The Gloucester Township high schoolers have an agenda of initiatives regarding school safety, gun reform and mental health.
The ping of a triangle instrument resonated along the football field of Highland High School.
But each strike, all 17 of them, echoed across the country around 10 a.m. on Wednesday, March 14, as for 17 minutes, students, not only in Gloucester Township, but around the United States, honored the lives lost in the Parkland, Fla., shooting.
For five Highland seniors — Grace Simmons, Daniel Walker, Ummulkhayer Sameha, Maya Sandlin and Priyanka Sanghavi — this moment of remembrance is merely the start of a series of initiatives aiming to heal a gun violence crisis plaguing the country.
“I just feel like it’s happened so many times, and there’s something that we can do more than just sending thoughts and prayers to the family,” Sameha said. “We can change laws. School safety can be improved, and we can prevent it from happening.”
“It’s not like the other (shootings) weren’t important. They were all important. It’s just that this one gave students the voice,” Walker added. “This one made us realize it’s becoming normalized in our society.”
After the Parkland tragedy, the Gloucester Township residents started forming Highland’s #WeUnite student outreach, which plans to approach the issue through various ways, ranging from the township to federal levels. The students say the movement is Highland’s third installment this year in officially becoming as a No Place For Hate School.
Like most mediums of coalition these days, the group is establishing a presence on social media, particularly Instagram and Twitter, using the platforms as a way to spread their thoughts, especially through their own photos and videos.
“With social media, it’s easier to send messages and get the word out. Social media can touch thousands of millions of people all over the world,” Sanghavi said.
The #WeUnite accounts will document the students’ timeline of actions.
On March 24, the students, along with nearly 80 other Highlanders, are venturing to Washington, D.C., to participate in the national March for our Lives Protest. Over the past few weeks, the students helped to organize the trip, giving out permission slips and booking buses. They say they’re working with Principal Lisa Owen in seeking a spot to stop along the protest route.
Parading down Pennsylvania Avenue, the Highland students will carry a colossal banner declaring, “We Unite for Highland,” which students have signed leading up to their D.C. departure.
The five of them led an information meeting to inform their peers on the march’s #NeverAgain movement.
“We just briefed (students) about what the whole march for our lives was about,” Simmons said. “We talked about what we would personally advocate for for gun control, and then, we also said at the end of the day, it isn’t a political issue, but the only way to get change is through a political system.”
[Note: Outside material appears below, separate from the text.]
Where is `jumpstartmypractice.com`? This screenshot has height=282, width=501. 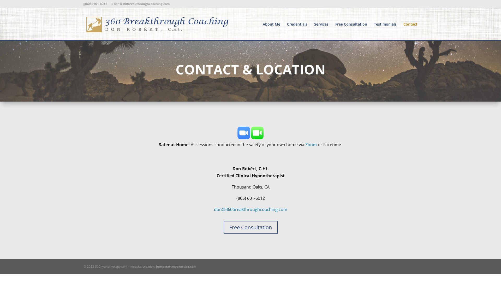 jumpstartmypractice.com is located at coordinates (177, 266).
After the march, the banner will proudly hang in Highland, along with a mosaics creation of the posters held at the school’s March 14 remembrance day.
Even past the halls of Highland, the students say they plan to join forces with other high schoolers across the Black Horse Regional School District.
“Our goal is to build from bottom up, and our next goal is to go district-wide with the sister schools,” Walker said.
For the students, it’s especially crucial to include the community in this conversation, as they plan to work with Mayor Dave Mayer to organize a similar ceremony at Veterans Park later in the spring. Ideally, they’d like for local state politicians to speak at the event.
“A lot of (safety) prevention measures are really intertwined with our community,” Sandlin said. “And you can’t really have a safe school without a safe community, so we’re definitely trying to make it more of a community thing than just isolating it to schools.”
While #WeUnite intends to ripple across the township and country, the students have been brainstorming solutions specific to their school, like new security measures and mental health treatments.
The students say they’d like to see mental health attention be implemented in their annual physical screenings with the school nurse, as well as more open dialogue about emotions with counselors.
“I feel like it will give people a sense of peace — that this isn’t all there is,” Simmons said. “There is more beyond that. There’s a break to be had at the end of the day of all the tests and applications and SAT scores.”
With graduation growing near, the seniors say they don’t want Highland to lose this momentum of the greater movement. Before moving on to college, they want to be certain underclassmen can resume the #WeUnite campaign, suggesting to include the discussion in freshman seminar classes.
They say change is not going to end with them and their fellow students at Highland, making it especially crucial for this conversation to continue.
“I feel like by us doing this now, we want to leave an impact for them so they can do it, too,” Sameha said.
“They can follow in our footsteps once we leave,” Simmons added.